8 ways to abuse your XSS vulnerabilities
December 18th, 2006 by Stefan JuhlYou’ve most likely heard of XSS (Cross Site Scripting) and you might even know how it works. But have you given any deeper thoughts to how many ways your XSS vulnerabilities can be abused? From the top of my head, here’s 8 ways to abuse websites where html / javascript injection is possible.
- Steal logins and other info in cookies
With a simple javascript it’s possible to dump all the cookies a user has for your website. So the attacker just needs to inject the javascript on your site, and have you and your users activate it, to gain logins etc. stored in cookies. - Use your brand for phishing
If your brand is well known then people probably trust you. An attacker could then inject a form for phishing data from your users who won’t know that it isn’t you they’re giving the information to. - Make users install malicious software
As with #2, the trust users have in you can be abused to make them install malicious software. If they’re prompted to install a plugin or another kind of software, they’ll most likely do it since they’re on your site and trust you. - Put copyright infringing material on your site
It’s easy to inject html for hot linked images as well as inject copyrighted text. Then by linking to it, crawlers will quickly notice it, and so will the crawlers used to find copyright infringements. - Make you link to illegal content
By injecting links to illegal stuff like pirated software, music downloads or something even worse, an attacker can give you a lot of trouble. Suddenly you and your ISP will begin to receive complaints from the BSA, RIAA or even government agencies. If your ISP receives a lot of complaints it’s likely that they’ll unplug your server. - Bad mouth you or others on your website
Imagine URL’s on your website ranking well in search engines for your name, employees names, competitors names etc. And the content on these URL’s talking very badly about you, or containing false accusations of competitors for doing bad stuff. That’s probably not the image you’d like to have. - Make you link excessively to bad neighborhoods
Search engines tend to dislike sites linking excessively to bad neighborhoods. So by making 100’s or even 1000’s of URL’s on your website containing links to sites like “buy-cheap-viagra-12.blogspot.com” an attacker might be able to hurt your rankings or just get a good bunch of links to his black hat SEO. - Steal your search traffic
If you’re ranking well in search engines for keywords an attacker would like the search traffic from, then he could inject a redirect and some content with the keyword. Then by doing some decent link dumping the attacker can make the XSS’ed URL rank instead of your current URL.
I’d say that the more well known you are and the more popular your website is, the bigger risk of getting abused. But even though you’re just a small fish in the pond you might still want to find and fix your XSS vulnerabilities.
Posted in Black Hat SEO, Hacking / XSS |











May 18th, 2008 at 8:32 pm
A few of these abuses (4, 7, and maybe 5) rely on crawlers picking up the attacks. Isn’t this moot, since almost no web crawlers execute javascript?
May 19th, 2008 at 10:59 am
Alex, it’s correct that they rely on crawlers picking them up, but they shouldn’t be done with JavaScript. Instead they’d be done by injecting HTML that’ll get outputted in the HTML of the page. An example for this could be a search form where the input isn’t being validated and stripped before being outputted again, so you could basically output anything you’d want in the HTML of the page.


Print the line containing "Extract the structured" and all lines after it to the end of the records below, exactly as written. No pictures.

## DATA
━━━━━━━━
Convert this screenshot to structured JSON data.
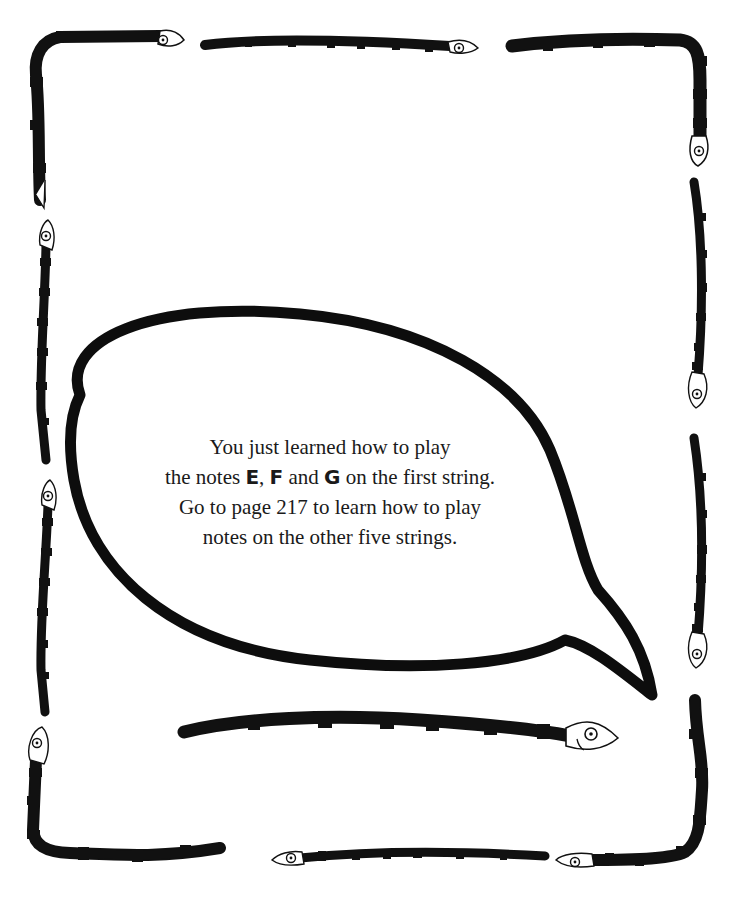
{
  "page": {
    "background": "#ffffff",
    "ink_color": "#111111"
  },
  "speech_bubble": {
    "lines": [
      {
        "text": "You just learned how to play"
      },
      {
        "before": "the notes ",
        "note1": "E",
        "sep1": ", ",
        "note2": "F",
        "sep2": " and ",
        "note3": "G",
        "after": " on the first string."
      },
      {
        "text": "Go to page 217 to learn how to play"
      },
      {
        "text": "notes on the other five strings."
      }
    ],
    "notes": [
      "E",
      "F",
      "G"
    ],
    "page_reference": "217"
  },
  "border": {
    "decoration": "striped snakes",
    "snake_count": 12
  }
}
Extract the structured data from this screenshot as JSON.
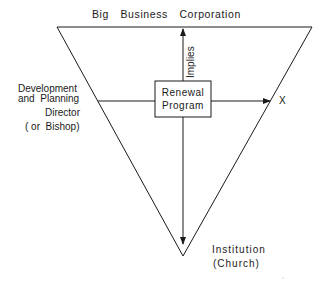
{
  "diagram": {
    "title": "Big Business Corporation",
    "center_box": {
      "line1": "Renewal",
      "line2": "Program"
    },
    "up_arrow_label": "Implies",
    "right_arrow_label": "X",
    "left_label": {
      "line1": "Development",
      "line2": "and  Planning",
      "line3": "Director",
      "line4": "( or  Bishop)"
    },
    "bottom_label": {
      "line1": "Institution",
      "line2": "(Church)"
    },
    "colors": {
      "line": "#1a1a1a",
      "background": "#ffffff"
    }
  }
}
━━━━━━━━
## RESPONSE TO THE EXERCISE
Extract the structured data from this screenshot as JSON.
{
  "diagram": {
    "title": "Big Business Corporation",
    "center_box": {
      "line1": "Renewal",
      "line2": "Program"
    },
    "up_arrow_label": "Implies",
    "right_arrow_label": "X",
    "left_label": {
      "line1": "Development",
      "line2": "and  Planning",
      "line3": "Director",
      "line4": "( or  Bishop)"
    },
    "bottom_label": {
      "line1": "Institution",
      "line2": "(Church)"
    },
    "colors": {
      "line": "#1a1a1a",
      "background": "#ffffff"
    }
  }
}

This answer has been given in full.